Ira H. Leesfield and attorneys at Leesfield & Partners were instrumental in implementing the new Carbon Monoxide legislation to protect unsuspecting consumers and vacationers. Five months after a terrible ordeal which cost the life of 26-year-old Thomas Lueders due to carbon monoxide poisoning while vacationing at the Doubletree Grand Key Resort in Key West, Florida's Legislature adopted a bill requiring all new commercial construction with boiler rooms to have carbon monoxide (CO) detectors.
With this new legislation, Florida becomes the eighth (8th) State to mandate that commercial buildings be equipped with CO detectors. This was the first attempt at passing the new bill, but because of Lueders' death and the efforts of former Florida Justice Association (FJA) President Ira Leesfield, Senate Bill 1822 was adopted. Specifically, the bill requires any public lodging establishment with a boiler room in the same area as a sleeping room install one or more CO detectors. Construction permitted in 2008 must have a carbon monoxide alarm installed within 10 feet of each sleeping room.
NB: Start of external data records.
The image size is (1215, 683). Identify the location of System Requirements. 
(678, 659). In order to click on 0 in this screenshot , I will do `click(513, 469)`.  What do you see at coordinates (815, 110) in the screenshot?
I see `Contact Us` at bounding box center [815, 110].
Ira H. Leesfield fought for this critical new legislation after he took the cases of 25 people who suffered CO poisoning while vacationing at the Doubletree Grand Key Resort just a week before Lueders' death. After speaking with his clients, he quickly realized that everyone wanted to stop future cases of CO poisoning. Five months later, this new law is now a reality.
This tragedy is not the first one of its kind that Leesfield & Partners has had to face across six decades of practice. Among the nation's leading trial lawyers, Ira H. Leesfield has successfully represented victims of toxic poisoning and gas leaks in hotels, motels and resorts for over thirty-five years. Because of the firm's office locations in Key West and South Beach, they are frequently presented with tragedies involving gas and toxic fume leaks in tropical settings. The firm has maintained its office in Key West's historic old town since 1986.
Attorneys with the firm took on a University when a visiting student spent the night in a college-owned off-campus house that was solely equipped with gas appliances, including a gas furnace. The next morning, our client was rushed to the hospital after she was found in bed completely lethargic and unresponsive. Her carboxyhemoglobin level reached 24.8% (normal range is 0-5%) which confirmed carbon monoxide poisoning. The Fire Department determined that the exhaust pipe for the gas furnace was not exhausting the carbon monoxide, and instead it led to a build up throughout the house. Leesfield & Partners attorneys discovered during this case that the university, to save a few bucks, had sent in-house employees to do maintenance work on the house days before the incident.
One of the most well known successes by the firm was the case of Barbee v. Old Island Fumigation Co., where an exterminator negligently allowed toxic fumes to seep into adjacent structures. The case became a landmark decision in Old Island Fumigation Co. v. Barbee, when Florida's Third District Court of Appeal upheld the firm's obtaining a summary judgment on behalf of the victims.
Leesfield & Partners has obtained numerous other verdicts and settlements of this type. In Schulz v. ABC Resorts, newlyweds were honeymooning at a resort. While they slept, gas from lines in their villa seeped into the building. When they turned on a light, the villa exploded. Both of these young people were horribly burned. The wife died days later. A multi-million dollar confidential settlement was obtained by the firm on behalf of the surviving victim.